Amblecote is a district situated on the northern slope of the valley of the river Stour where it previously formed the border between South Staffordshire and North Worcestershire. It is now part of the artificial ‘County of West Midlands’, created in 1974 to administer the industrial conurbation of west-central England.

Amblecote, together with several other once independent local authorities, is a thus a suzerain electoral ward of the unfortunately named ‘Dudley Metropolitan Borough’, the title given to an enlarged administrative area that undoubtedly flatters the town of Dudley's once quite separate existence.

First Record
The first written record of Amblecote is as a Domesday village.
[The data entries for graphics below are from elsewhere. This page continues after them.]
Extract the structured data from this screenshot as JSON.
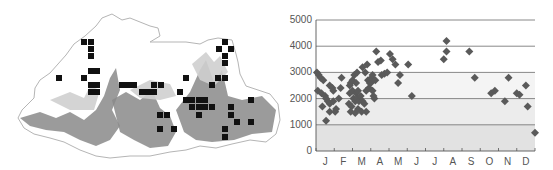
{
  "map": {
    "label": "Bhutan sampling locations map",
    "marker_color": "#111111",
    "relief_dark": "#8a8a8a",
    "relief_light": "#cfcfcf",
    "border_color": "#b5b5b5",
    "markers": [
      [
        84,
        42
      ],
      [
        91,
        42
      ],
      [
        91,
        49
      ],
      [
        91,
        56
      ],
      [
        91,
        71
      ],
      [
        97,
        71
      ],
      [
        59,
        78
      ],
      [
        84,
        78
      ],
      [
        91,
        85
      ],
      [
        97,
        85
      ],
      [
        91,
        92
      ],
      [
        97,
        92
      ],
      [
        122,
        85
      ],
      [
        128,
        85
      ],
      [
        134,
        85
      ],
      [
        142,
        92
      ],
      [
        148,
        92
      ],
      [
        154,
        92
      ],
      [
        154,
        85
      ],
      [
        161,
        85
      ],
      [
        180,
        92
      ],
      [
        160,
        115
      ],
      [
        167,
        115
      ],
      [
        160,
        129
      ],
      [
        174,
        129
      ],
      [
        186,
        78
      ],
      [
        180,
        92
      ],
      [
        212,
        85
      ],
      [
        218,
        78
      ],
      [
        225,
        42
      ],
      [
        219,
        49
      ],
      [
        231,
        49
      ],
      [
        225,
        56
      ],
      [
        225,
        63
      ],
      [
        225,
        78
      ],
      [
        186,
        100
      ],
      [
        192,
        100
      ],
      [
        199,
        100
      ],
      [
        205,
        100
      ],
      [
        192,
        107
      ],
      [
        199,
        107
      ],
      [
        205,
        107
      ],
      [
        212,
        107
      ],
      [
        199,
        115
      ],
      [
        231,
        107
      ],
      [
        231,
        115
      ],
      [
        237,
        122
      ],
      [
        251,
        100
      ],
      [
        251,
        122
      ],
      [
        225,
        129
      ],
      [
        225,
        137
      ]
    ]
  },
  "chart_data": {
    "type": "scatter",
    "title": "",
    "xlabel": "",
    "ylabel": "",
    "ylim": [
      0,
      5000
    ],
    "yticks": [
      "0",
      "1000",
      "2000",
      "3000",
      "4000",
      "5000"
    ],
    "xticks": [
      "J",
      "F",
      "M",
      "A",
      "M",
      "J",
      "J",
      "A",
      "S",
      "O",
      "N",
      "D"
    ],
    "grid": true,
    "legend": "none",
    "marker": "diamond",
    "marker_color": "#5a5a5a",
    "band_colors": [
      "#e2e2e2",
      "#ececec",
      "#f4f4f4",
      "#ffffff",
      "#ffffff"
    ],
    "series": [
      {
        "name": "observations",
        "points": [
          {
            "x": 0.05,
            "y": 3000
          },
          {
            "x": 0.15,
            "y": 2900
          },
          {
            "x": 0.25,
            "y": 2800
          },
          {
            "x": 0.4,
            "y": 2700
          },
          {
            "x": 0.1,
            "y": 2300
          },
          {
            "x": 0.3,
            "y": 2200
          },
          {
            "x": 0.5,
            "y": 2100
          },
          {
            "x": 0.35,
            "y": 1700
          },
          {
            "x": 0.65,
            "y": 1900
          },
          {
            "x": 0.75,
            "y": 1800
          },
          {
            "x": 0.55,
            "y": 2000
          },
          {
            "x": 0.75,
            "y": 2500
          },
          {
            "x": 0.9,
            "y": 2400
          },
          {
            "x": 0.95,
            "y": 2300
          },
          {
            "x": 0.55,
            "y": 1150
          },
          {
            "x": 0.75,
            "y": 1500
          },
          {
            "x": 0.95,
            "y": 1900
          },
          {
            "x": 1.05,
            "y": 1500
          },
          {
            "x": 1.1,
            "y": 1600
          },
          {
            "x": 1.25,
            "y": 2000
          },
          {
            "x": 1.35,
            "y": 2400
          },
          {
            "x": 1.4,
            "y": 2800
          },
          {
            "x": 1.85,
            "y": 2500
          },
          {
            "x": 1.9,
            "y": 2600
          },
          {
            "x": 2.0,
            "y": 2700
          },
          {
            "x": 2.1,
            "y": 2900
          },
          {
            "x": 1.85,
            "y": 2200
          },
          {
            "x": 2.0,
            "y": 2300
          },
          {
            "x": 2.2,
            "y": 2200
          },
          {
            "x": 2.3,
            "y": 2300
          },
          {
            "x": 1.8,
            "y": 1800
          },
          {
            "x": 1.95,
            "y": 1700
          },
          {
            "x": 2.05,
            "y": 2000
          },
          {
            "x": 2.15,
            "y": 1900
          },
          {
            "x": 2.25,
            "y": 2000
          },
          {
            "x": 2.35,
            "y": 1900
          },
          {
            "x": 1.9,
            "y": 1500
          },
          {
            "x": 2.15,
            "y": 1450
          },
          {
            "x": 2.3,
            "y": 1600
          },
          {
            "x": 2.2,
            "y": 2600
          },
          {
            "x": 2.25,
            "y": 3000
          },
          {
            "x": 2.45,
            "y": 2100
          },
          {
            "x": 2.55,
            "y": 1900
          },
          {
            "x": 2.65,
            "y": 1800
          },
          {
            "x": 2.75,
            "y": 1500
          },
          {
            "x": 2.5,
            "y": 1500
          },
          {
            "x": 2.55,
            "y": 3200
          },
          {
            "x": 2.7,
            "y": 3000
          },
          {
            "x": 2.8,
            "y": 3300
          },
          {
            "x": 2.75,
            "y": 2300
          },
          {
            "x": 2.85,
            "y": 2700
          },
          {
            "x": 2.95,
            "y": 2600
          },
          {
            "x": 3.0,
            "y": 2600
          },
          {
            "x": 3.05,
            "y": 2800
          },
          {
            "x": 3.1,
            "y": 2300
          },
          {
            "x": 3.15,
            "y": 2100
          },
          {
            "x": 3.2,
            "y": 2000
          },
          {
            "x": 2.9,
            "y": 2400
          },
          {
            "x": 3.1,
            "y": 2900
          },
          {
            "x": 3.25,
            "y": 2700
          },
          {
            "x": 3.3,
            "y": 3800
          },
          {
            "x": 3.4,
            "y": 3400
          },
          {
            "x": 3.55,
            "y": 3450
          },
          {
            "x": 3.6,
            "y": 2900
          },
          {
            "x": 3.75,
            "y": 2950
          },
          {
            "x": 3.9,
            "y": 3000
          },
          {
            "x": 4.05,
            "y": 3700
          },
          {
            "x": 4.2,
            "y": 3500
          },
          {
            "x": 4.35,
            "y": 3300
          },
          {
            "x": 4.5,
            "y": 2600
          },
          {
            "x": 4.6,
            "y": 2900
          },
          {
            "x": 5.05,
            "y": 3300
          },
          {
            "x": 5.25,
            "y": 2100
          },
          {
            "x": 7.0,
            "y": 3500
          },
          {
            "x": 7.15,
            "y": 3800
          },
          {
            "x": 7.15,
            "y": 4200
          },
          {
            "x": 8.4,
            "y": 3800
          },
          {
            "x": 8.7,
            "y": 2800
          },
          {
            "x": 9.6,
            "y": 2200
          },
          {
            "x": 9.8,
            "y": 2300
          },
          {
            "x": 10.35,
            "y": 1900
          },
          {
            "x": 10.55,
            "y": 2800
          },
          {
            "x": 11.0,
            "y": 2200
          },
          {
            "x": 11.15,
            "y": 2150
          },
          {
            "x": 11.5,
            "y": 2500
          },
          {
            "x": 11.6,
            "y": 1700
          },
          {
            "x": 12.0,
            "y": 700
          }
        ]
      }
    ]
  }
}
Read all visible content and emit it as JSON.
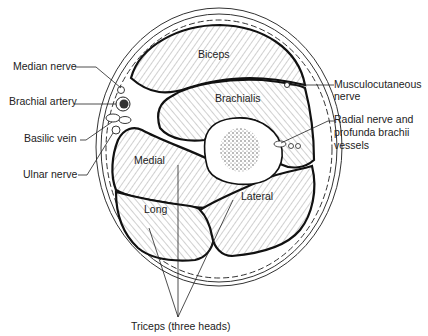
{
  "figure": {
    "colors": {
      "ink": "#222222",
      "background": "#ffffff",
      "outline": "#111111"
    }
  },
  "muscles": {
    "biceps": "Biceps",
    "brachialis": "Brachialis",
    "medial": "Medial",
    "long": "Long",
    "lateral": "Lateral"
  },
  "labels": {
    "median_nerve": "Median nerve",
    "brachial_artery": "Brachial artery",
    "basilic_vein": "Basilic vein",
    "ulnar_nerve": "Ulnar nerve",
    "musculocutaneous_1": "Musculocutaneous",
    "musculocutaneous_2": "nerve",
    "radial_1": "Radial nerve and",
    "radial_2": "profunda brachii",
    "radial_3": "vessels",
    "triceps": "Triceps (three heads)"
  }
}
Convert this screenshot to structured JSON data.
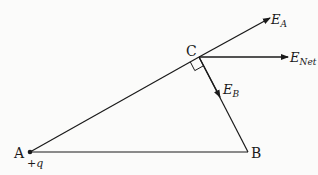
{
  "diagram": {
    "points": {
      "A": {
        "label": "A",
        "charge_label": "+q"
      },
      "B": {
        "label": "B"
      },
      "C": {
        "label": "C"
      }
    },
    "vectors": [
      {
        "id": "EA",
        "main": "E",
        "sub": "A"
      },
      {
        "id": "ENet",
        "main": "E",
        "sub": "Net"
      },
      {
        "id": "EB",
        "main": "E",
        "sub": "B"
      }
    ],
    "right_angle_at": "C",
    "colors": {
      "line": "#1a1a1a",
      "background": "#fbfbfa"
    }
  }
}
Descibed as Elmlecote in William the Conqueror’s great survey of 1089, Amblecote was previously a manor in the ownership of the Saxon Earl, Algar.

Ancient Past
Map and historical evidence suggest that long before the Saxons, an Iron Age or Bronze Age earthwork once stood on the highest point of ground overlooking the Stour valley. Unfortunately any archaeological evidence, along with the remains of a later medieval manor house,were swept away during open-cast mining in the mid-twentieth century.

Farming and Geology
For most of its history Amblecote would have been a rural hamlet centred on its manorial hall, its open fields partially situated on the rich sandy soil of the valley and partly on the less productive clays of higher ground to the west. Unbeknownst to early farmers these underfoot changes signified a major underground geological fault, where the sandstones of the Severn valley abruptly meet the carboniferous clay and coal measures that collectively formed the south Staffordshire coal field.
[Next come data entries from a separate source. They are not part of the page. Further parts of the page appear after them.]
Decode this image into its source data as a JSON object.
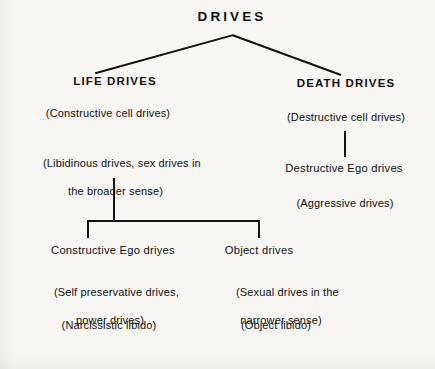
{
  "diagram": {
    "type": "tree",
    "title": "DRIVES",
    "root": {
      "id": "drives",
      "label": "DRIVES"
    },
    "branches": [
      {
        "id": "life-drives",
        "label": "LIFE DRIVES",
        "glosses": [
          {
            "id": "constructive-cell-drives",
            "text": "(Constructive cell drives)"
          },
          {
            "id": "libidinous-drives",
            "line1": "(Libidinous drives, sex drives in",
            "line2": "the broader sense)"
          }
        ],
        "children": [
          {
            "id": "constructive-ego-drives",
            "label": "Constructive Ego driyes",
            "glosses": [
              {
                "id": "self-preservative-drives",
                "line1": "(Self preservative drives,",
                "line2": "power drives)"
              },
              {
                "id": "narcissistic-libido",
                "text": "(Narcissistic libido)"
              }
            ]
          },
          {
            "id": "object-drives",
            "label": "Object drives",
            "glosses": [
              {
                "id": "sexual-drives-narrower",
                "line1": "(Sexual drives in the",
                "line2": "narrower sense)"
              },
              {
                "id": "object-libido",
                "text": "(Object libido)"
              }
            ]
          }
        ]
      },
      {
        "id": "death-drives",
        "label": "DEATH DRIVES",
        "glosses": [
          {
            "id": "destructive-cell-drives",
            "text": "(Destructive cell drives)"
          }
        ],
        "children": [
          {
            "id": "destructive-ego-drives",
            "label": "Destructive Ego drives",
            "glosses": [
              {
                "id": "aggressive-drives",
                "text": "(Aggressive drives)"
              }
            ]
          }
        ]
      }
    ],
    "colors": {
      "background": "#f7f6f3",
      "ink": "#121212"
    }
  }
}
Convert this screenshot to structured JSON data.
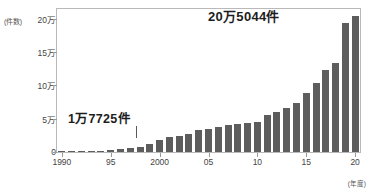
{
  "chart_data": {
    "type": "bar",
    "title": "",
    "subtitle": "",
    "xlabel": "年度",
    "ylabel": "件数",
    "y_unit_label": "(件数)",
    "x_unit_label": "(年度)",
    "ylim": [
      0,
      215000
    ],
    "yticks": [
      0,
      50000,
      100000,
      150000,
      200000
    ],
    "ytick_labels": [
      "0",
      "5万",
      "10万",
      "15万",
      "20万"
    ],
    "xtick_years": [
      1990,
      1995,
      2000,
      2005,
      2010,
      2015,
      2020
    ],
    "xtick_labels": [
      "1990",
      "95",
      "2000",
      "05",
      "10",
      "15",
      "20"
    ],
    "grid": false,
    "legend": "none",
    "bar_color": "#5d5d5d",
    "categories": [
      1990,
      1991,
      1992,
      1993,
      1994,
      1995,
      1996,
      1997,
      1998,
      1999,
      2000,
      2001,
      2002,
      2003,
      2004,
      2005,
      2006,
      2007,
      2008,
      2009,
      2010,
      2011,
      2012,
      2013,
      2014,
      2015,
      2016,
      2017,
      2018,
      2019,
      2020
    ],
    "values": [
      1101,
      1171,
      1372,
      1611,
      1961,
      2722,
      4102,
      5352,
      6932,
      11631,
      17725,
      23274,
      23738,
      26569,
      33408,
      34472,
      37323,
      40639,
      42664,
      44211,
      44807,
      56384,
      59919,
      66701,
      73802,
      88931,
      103260,
      122578,
      133778,
      193780,
      205044
    ],
    "annotations": [
      {
        "name": "min-annotation",
        "label": "1万7725件",
        "year": 2000,
        "value": 17725
      },
      {
        "name": "max-annotation",
        "label": "20万5044件",
        "year": 2020,
        "value": 205044
      }
    ]
  },
  "axes": {
    "y_unit": "(件数)",
    "x_unit": "(年度)"
  }
}
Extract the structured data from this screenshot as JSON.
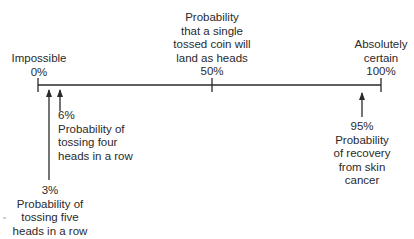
{
  "diagram": {
    "type": "probability-scale",
    "scale": {
      "min_label": "0%",
      "mid_label": "50%",
      "max_label": "100%"
    },
    "top_labels": [
      {
        "id": "impossible",
        "lines": [
          "Impossible",
          "0%"
        ]
      },
      {
        "id": "coin",
        "lines": [
          "Probability",
          "that a single",
          "tossed coin will",
          "land as heads",
          "50%"
        ]
      },
      {
        "id": "certain",
        "lines": [
          "Absolutely",
          "certain",
          "100%"
        ]
      }
    ],
    "bottom_labels": [
      {
        "id": "four-heads",
        "value": "6%",
        "lines": [
          "6%",
          "Probability of",
          "tossing four",
          "heads in a row"
        ]
      },
      {
        "id": "five-heads",
        "value": "3%",
        "lines": [
          "3%",
          "Probability of",
          "tossing five",
          "heads in a row"
        ]
      },
      {
        "id": "skin-cancer",
        "value": "95%",
        "lines": [
          "95%",
          "Probability",
          "of recovery",
          "from skin",
          "cancer"
        ]
      }
    ],
    "colors": {
      "line": "#2a2a2a",
      "text": "#2a2a2a",
      "background": "#ffffff"
    }
  }
}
Industry and Administration
In later years these minerals - coal, clay and sand - became vitally important to the economy of Amblecote, turning its wholly rural landscape into one where fields became peppered with quarries and mines, and isolated settlements were transformed into factory centres making bricks, glass and all manner of iron goods. As part of the ‘Black Country’, Amblecote contributed not only its natural resources, but a diverse array of manufactured goods ranging from some of the world’s first locomotives to its finest glassware. With development came administration and politics, and Amblecote evolved from a feudal manor into an independent Urban District within Staffordshire, before being subsumed into the so-called ‘Dudley’ Metropolitan Borough.

Modern Amblecote
In the years following the Second World war the industrial holocaust that had once consumed the English midlands became exhausted, and in its wake Amblecote was left with a legacy of industrial decline and increasingly redundant, if still agricultural, land. A vast strip mine finally removed the last of Amblecote’s coal reserves and utterly changed the topography of the higher ground, whilst in the valley the altered face of modern industry and the need to pander to ever more traffic has resulted in an ongoing programme of factory re-location and road development. This in turn has created a new, urban, Amblecote; the reclaimed land being utilised for housing estates and, more recently, apartment blocks. Modern Amblecote has rapidly become a suburb, albeit one with a long and vital past that it is vital to preserve.